RFC 2822 (common in email headers) and the HTTP Date header use a format like "Tue, 15 Jan 2024 09:30:00 GMT". JavaScript's toUTCString() produces this format, and Date.parse() can read both it and ISO 8601, so this single tool can convert dates coming from many different sources — log files, API headers, database dumps, and more.

Frequently asked questions

What date formats can I enter?
ISO 8601 (2024-01-15T09:30:00Z), RFC 2822 (Mon, 15 Jan 2024 09:30:00 GMT), Unix timestamps (a number in seconds or milliseconds), and most common date strings recognized by the browser's Date.parse().
How does the tool know if a Unix timestamp is seconds or milliseconds?
If the input is purely numeric, it is classified by digit count: 10-11 digits is treated as seconds (e.g. 1700000000), and 13 digits as milliseconds (e.g. 1700000000000).
How is the ISO 8601 for the selected offset computed?

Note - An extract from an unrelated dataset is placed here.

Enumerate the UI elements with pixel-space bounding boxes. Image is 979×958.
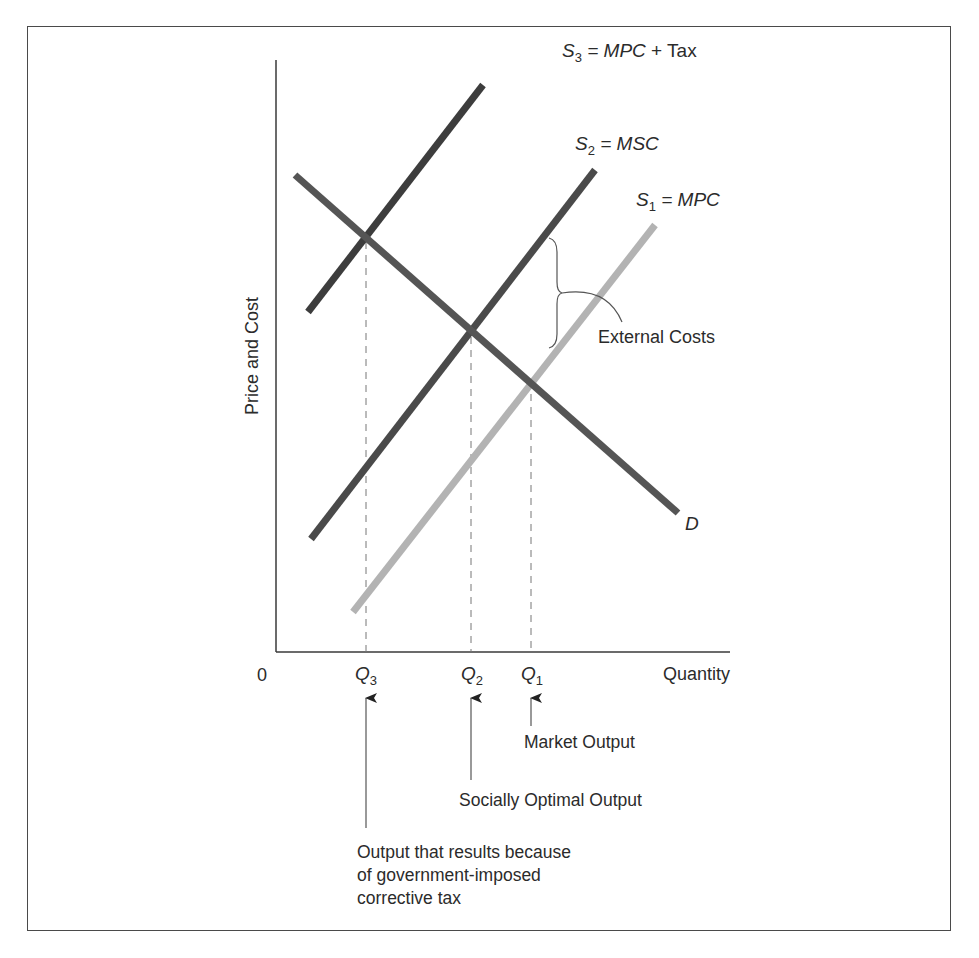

The UTC instant has the selected offset (in minutes) added to it to get the "wall clock" time at that offset, which is then formatted as year-month-day hour:minute:second.milliseconds with the offset appended as +HH:MM or -HH:MM. The result is always the same regardless of your browser's local timezone setting.
Is the date I enter sent to a server?
No. All conversion happens entirely in your browser's JavaScript and is never sent to a server.